Vasectomy, that's the V-word if you haven't figured it out.
- When people have sex, but don't get pregnant, lots of the time there is something artificially, chemically going on. All these perfect families with 2.3 kids are not what nature intended. Nature intended:
- Women get pregnant, often lose their children in pregnancy or at a very young age and often die in the process. This is nature's way of reigning in the population.
- In the modern world, you have a couple of choices: do something to stop from getting pregnant or try to live a life that is ultimately unsustainable in our society with five to fifteen kids.
We live in a world where you have to do some sort of birth control. I'm fine with this, for the most part. It makes the world a much better place in a lot of ways. But, and this is a big but, it's not the way it naturally is. And any time you fuck with nature, things happen. Dealing with the problems that come up from family planning, then, must be put in prospective: it is a problem you are creating for yourself. Don't want kids? Don't have sex with someone of the opposite sex. Problem solved.
Well, that solution is not likely going to work for me, so it's time to think about alternatives. Our family is (or soon will be) complete. Three kids is the cap in both Yoko and my mind and now we are looking to the future in which a) we intend to still occasionally have sex, but b) without wanting to get pregnant. Anyone who has followed my life for any regular period of time knows that getting pregnant for us has never been a struggle. It happens without much work. And that is, all things in common, a really good gift.
If we want to stop procreating past 2011, something is going to have to happen. After looking at all the options, it seems that for people who don't want to ever have any more kids, the vasectomy is really the easiest, simplest option. All the chemical solutions for the ladies have side effects that are not really desirable and press against my belief that life starts when there is a new set of zeros and ones in the room with you and your partner (and no, I don't want to argue about that, and yes, whatever you think about it is fine, and no, I don't think you should have to agree with me).
So the vasectomy. Very effective in the long run — very few side effects. Well, very few, but one significant one that has me pausing: about 2-5% of men who have a vasectomy develop chronic testicular pain. There are differing levels of the pain and if the pain is chronic and you reverse the vasectomy, the pain goes away for a large majority of the sufferers, so we're talking about potentially a very, very small subset of people.
Still, if you are unlucky enough to be one of those guys, I suspect it isn't a lot of fun. As a person who is interested in statistics and numbers and probability, I can accept a 1 in 30 chance of having this problem. As I said to my sister, we live in a world where pain is remarkably mediated. The thought of having occasional testicular pain would probably be something that a person living in 1740 dealing with a fifth miscarriage would gladly take over going through another failed pregnancy.
Me? I am selfish. Why do I have to do it? Why is it my responsibility? I like my testes the way they are: pain free and happy.
The other bits of the vasectomy that trouble men in general (feelings of loss of manhood, lack of clarity about wanting more children, getting your balls cut up) don't really bother me at all. I opted out of the 'I'm a man's man' game after I gave up little league football and I am more than happy to never have another child. I've seen some discreet video of the surgery on the Internet too and it seems pretty non-invasive. Well, as non-invasive as these things can be.
I need some new words to write about this too: scrotum is too medical, nut (ball) sac(k) is too juvenile. We need better words to talk about our junk (better than junk, for sure).
So I have my initial consultancy this next week and then it should happen pretty quickly, within a couple of months, I imagine, although I will probably wait until I come back from the States in February. It's not very invasive, so you go home when it's done and have to 'take it easy' (whatever the hell that means) for a couple of days. And when I'm done, I will be shooting blanks and not worrying about having a fourth Pihlaja, hopefully pain free.
2010 Recap coming later today or tomorrow, if it's in the stars. I think it is. Had to get this one out of me first.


**Your objective**. Each line of the data below goes into the copy exactly; pictures do not.

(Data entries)
════════════════
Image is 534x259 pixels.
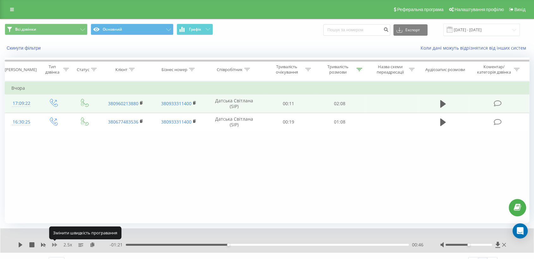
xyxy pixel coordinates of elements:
div: Клієнт [115,67,127,72]
div: Статус [77,67,89,72]
button: Скинути фільтри [5,45,44,51]
div: [PERSON_NAME] [5,67,37,72]
span: - 01:21 [110,242,126,248]
td: 01:08 [314,113,365,131]
a: 380677483536 [108,119,138,125]
a: 380960213880 [108,101,138,107]
td: Датська Світлана (SIP) [205,113,263,131]
div: 17:09:22 [11,97,31,110]
div: Бізнес номер [162,67,187,72]
div: Тривалість розмови [321,64,355,75]
a: Коли дані можуть відрізнятися вiд інших систем [421,45,529,51]
div: Аудіозапис розмови [425,67,465,72]
div: Коментар/категорія дзвінка [475,64,512,75]
input: Пошук за номером [323,24,390,36]
div: Назва схеми переадресації [374,64,407,75]
a: 380933311400 [161,119,192,125]
td: Вчора [5,82,529,95]
span: Всі дзвінки [15,27,36,32]
span: 00:46 [412,242,424,248]
button: Графік [177,24,213,35]
div: Open Intercom Messenger [513,223,528,239]
td: 00:19 [263,113,314,131]
span: Налаштування профілю [455,7,504,12]
button: Основний [91,24,174,35]
span: Реферальна програма [397,7,444,12]
div: Accessibility label [468,244,470,246]
span: 2.5 x [64,242,72,248]
div: Змінити швидкість програвання [49,227,121,239]
div: Тип дзвінка [43,64,62,75]
span: Графік [189,27,201,32]
a: 380933311400 [161,101,192,107]
td: 00:11 [263,95,314,113]
td: Датська Світлана (SIP) [205,95,263,113]
div: Співробітник [217,67,243,72]
td: 02:08 [314,95,365,113]
div: 16:30:25 [11,116,31,128]
button: Експорт [394,24,428,36]
span: Вихід [515,7,526,12]
button: Всі дзвінки [5,24,88,35]
div: Accessibility label [227,244,230,246]
div: Тривалість очікування [270,64,304,75]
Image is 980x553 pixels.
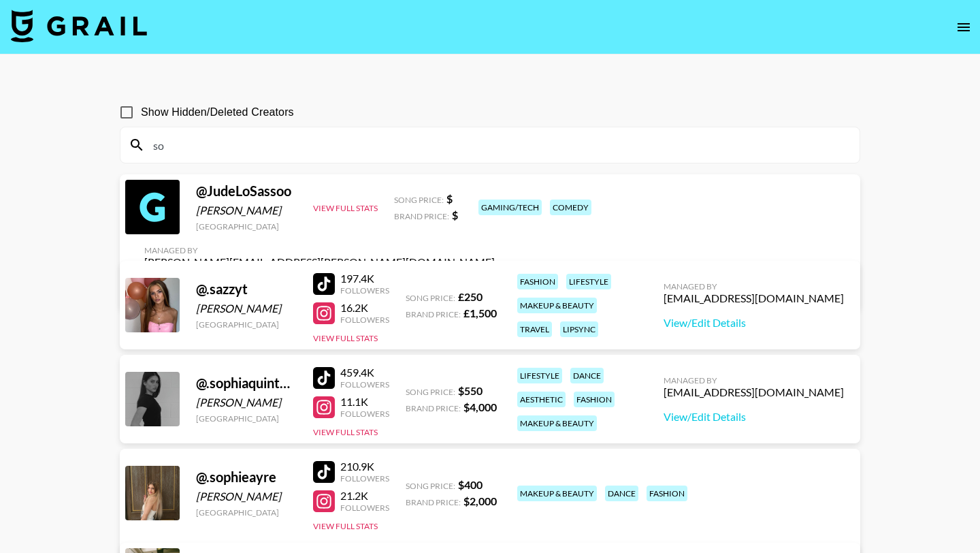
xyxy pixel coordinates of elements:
[340,408,389,419] div: Followers
[464,495,497,507] strong: $ 2,000
[196,468,297,485] div: @ .sophieayre
[340,395,389,408] div: 11.1K
[517,274,558,289] div: fashion
[664,282,844,292] div: Managed By
[340,474,389,484] div: Followers
[458,384,482,397] strong: $ 550
[196,204,297,217] div: [PERSON_NAME]
[406,481,455,491] span: Song Price:
[464,401,497,413] strong: $ 4,000
[340,315,389,325] div: Followers
[406,309,460,320] span: Brand Price:
[196,413,297,424] div: [GEOGRAPHIC_DATA]
[141,104,294,121] span: Show Hidden/Deleted Creators
[464,307,497,320] strong: £ 1,500
[340,460,389,474] div: 210.9K
[196,320,297,330] div: [GEOGRAPHIC_DATA]
[144,245,495,255] div: Managed By
[406,387,455,397] span: Song Price:
[144,255,495,269] div: [PERSON_NAME][EMAIL_ADDRESS][PERSON_NAME][DOMAIN_NAME]
[340,503,389,513] div: Followers
[517,415,597,431] div: makeup & beauty
[11,9,147,42] img: Grail Talent
[196,490,297,503] div: [PERSON_NAME]
[950,14,977,41] button: open drawer
[196,183,297,200] div: @ JudeLoSassoo
[566,274,611,289] div: lifestyle
[478,200,542,216] div: gaming/tech
[458,290,482,304] strong: £ 250
[340,380,389,390] div: Followers
[196,222,297,232] div: [GEOGRAPHIC_DATA]
[196,375,297,391] div: @ .sophiaquintero
[196,302,297,315] div: [PERSON_NAME]
[145,134,852,156] input: Search by User Name
[394,211,449,222] span: Brand Price:
[517,391,566,408] div: aesthetic
[406,403,460,413] span: Brand Price:
[646,485,688,501] div: fashion
[550,200,591,216] div: comedy
[340,286,389,296] div: Followers
[570,368,604,384] div: dance
[313,333,378,343] button: View Full Stats
[664,410,844,424] a: View/Edit Details
[340,301,389,315] div: 16.2K
[452,209,458,222] strong: $
[340,489,389,503] div: 21.2K
[447,192,453,205] strong: $
[517,298,597,314] div: makeup & beauty
[664,292,844,305] div: [EMAIL_ADDRESS][DOMAIN_NAME]
[340,366,389,380] div: 459.4K
[406,497,460,507] span: Brand Price:
[664,386,844,399] div: [EMAIL_ADDRESS][DOMAIN_NAME]
[196,281,297,298] div: @ .sazzyt
[517,485,597,501] div: makeup & beauty
[605,485,639,501] div: dance
[664,316,844,330] a: View/Edit Details
[574,391,615,408] div: fashion
[394,194,444,205] span: Song Price:
[196,396,297,409] div: [PERSON_NAME]
[560,321,598,337] div: lipsync
[340,271,389,286] div: 197.4K
[196,507,297,517] div: [GEOGRAPHIC_DATA]
[517,368,562,384] div: lifestyle
[313,427,378,437] button: View Full Stats
[406,293,455,304] span: Song Price:
[458,479,482,491] strong: $ 400
[313,521,378,531] button: View Full Stats
[517,321,552,337] div: travel
[313,203,378,213] button: View Full Stats
[664,375,844,386] div: Managed By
════════════════
**Expected answer**.
Image is 534x259 pixels.
xyxy pixel coordinates of elements:
div: Клієнт [115,67,127,72]
div: Статус [77,67,89,72]
button: Скинути фільтри [5,45,44,51]
div: [PERSON_NAME] [5,67,37,72]
span: - 01:21 [110,242,126,248]
td: 01:08 [314,113,365,131]
a: 380677483536 [108,119,138,125]
a: 380960213880 [108,101,138,107]
td: Датська Світлана (SIP) [205,113,263,131]
div: 17:09:22 [11,97,31,110]
div: Бізнес номер [162,67,187,72]
div: Тривалість розмови [321,64,355,75]
a: Коли дані можуть відрізнятися вiд інших систем [421,45,529,51]
div: Аудіозапис розмови [425,67,465,72]
div: Коментар/категорія дзвінка [475,64,512,75]
input: Пошук за номером [323,24,390,36]
div: Назва схеми переадресації [374,64,407,75]
a: 380933311400 [161,119,192,125]
td: Вчора [5,82,529,95]
span: Всі дзвінки [15,27,36,32]
span: 00:46 [412,242,424,248]
button: Графік [177,24,213,35]
div: Open Intercom Messenger [513,223,528,239]
td: 00:19 [263,113,314,131]
span: Налаштування профілю [455,7,504,12]
button: Основний [91,24,174,35]
span: Реферальна програма [397,7,444,12]
div: Accessibility label [468,244,470,246]
span: 2.5 x [64,242,72,248]
div: Змінити швидкість програвання [49,227,121,239]
div: Тип дзвінка [43,64,62,75]
span: Графік [189,27,201,32]
a: 380933311400 [161,101,192,107]
td: 00:11 [263,95,314,113]
td: Датська Світлана (SIP) [205,95,263,113]
div: Співробітник [217,67,243,72]
td: 02:08 [314,95,365,113]
div: 16:30:25 [11,116,31,128]
button: Експорт [394,24,428,36]
span: Вихід [515,7,526,12]
button: Всі дзвінки [5,24,88,35]
div: Accessibility label [227,244,230,246]
div: Тривалість очікування [270,64,304,75]
Image is 980x553 pixels.
xyxy pixel coordinates of elements:
[340,408,389,419] div: Followers
[464,495,497,507] strong: $ 2,000
[196,468,297,485] div: @ .sophieayre
[340,395,389,408] div: 11.1K
[517,274,558,289] div: fashion
[664,282,844,292] div: Managed By
[340,474,389,484] div: Followers
[458,384,482,397] strong: $ 550
[196,204,297,217] div: [PERSON_NAME]
[406,481,455,491] span: Song Price:
[464,401,497,413] strong: $ 4,000
[340,315,389,325] div: Followers
[406,309,460,320] span: Brand Price:
[196,413,297,424] div: [GEOGRAPHIC_DATA]
[141,104,294,121] span: Show Hidden/Deleted Creators
[464,307,497,320] strong: £ 1,500
[340,460,389,474] div: 210.9K
[196,320,297,330] div: [GEOGRAPHIC_DATA]
[144,245,495,255] div: Managed By
[406,387,455,397] span: Song Price:
[144,255,495,269] div: [PERSON_NAME][EMAIL_ADDRESS][PERSON_NAME][DOMAIN_NAME]
[340,503,389,513] div: Followers
[517,415,597,431] div: makeup & beauty
[11,9,147,42] img: Grail Talent
[196,490,297,503] div: [PERSON_NAME]
[950,14,977,41] button: open drawer
[196,183,297,200] div: @ JudeLoSassoo
[566,274,611,289] div: lifestyle
[478,200,542,216] div: gaming/tech
[458,290,482,304] strong: £ 250
[340,380,389,390] div: Followers
[196,222,297,232] div: [GEOGRAPHIC_DATA]
[196,375,297,391] div: @ .sophiaquintero
[196,302,297,315] div: [PERSON_NAME]
[145,134,852,156] input: Search by User Name
[394,211,449,222] span: Brand Price:
[517,391,566,408] div: aesthetic
[406,403,460,413] span: Brand Price:
[646,485,688,501] div: fashion
[550,200,591,216] div: comedy
[340,286,389,296] div: Followers
[570,368,604,384] div: dance
[313,333,378,343] button: View Full Stats
[664,410,844,424] a: View/Edit Details
[340,301,389,315] div: 16.2K
[452,209,458,222] strong: $
[340,489,389,503] div: 21.2K
[447,192,453,205] strong: $
[517,298,597,314] div: makeup & beauty
[664,292,844,305] div: [EMAIL_ADDRESS][DOMAIN_NAME]
[340,366,389,380] div: 459.4K
[406,497,460,507] span: Brand Price:
[664,386,844,399] div: [EMAIL_ADDRESS][DOMAIN_NAME]
[196,281,297,298] div: @ .sazzyt
[517,485,597,501] div: makeup & beauty
[605,485,639,501] div: dance
[664,316,844,330] a: View/Edit Details
[574,391,615,408] div: fashion
[394,194,444,205] span: Song Price:
[196,396,297,409] div: [PERSON_NAME]
[560,321,598,337] div: lipsync
[340,271,389,286] div: 197.4K
[196,507,297,517] div: [GEOGRAPHIC_DATA]
[517,368,562,384] div: lifestyle
[313,427,378,437] button: View Full Stats
[406,293,455,304] span: Song Price:
[458,479,482,491] strong: $ 400
[313,521,378,531] button: View Full Stats
[517,321,552,337] div: travel
[313,203,378,213] button: View Full Stats
[664,375,844,386] div: Managed By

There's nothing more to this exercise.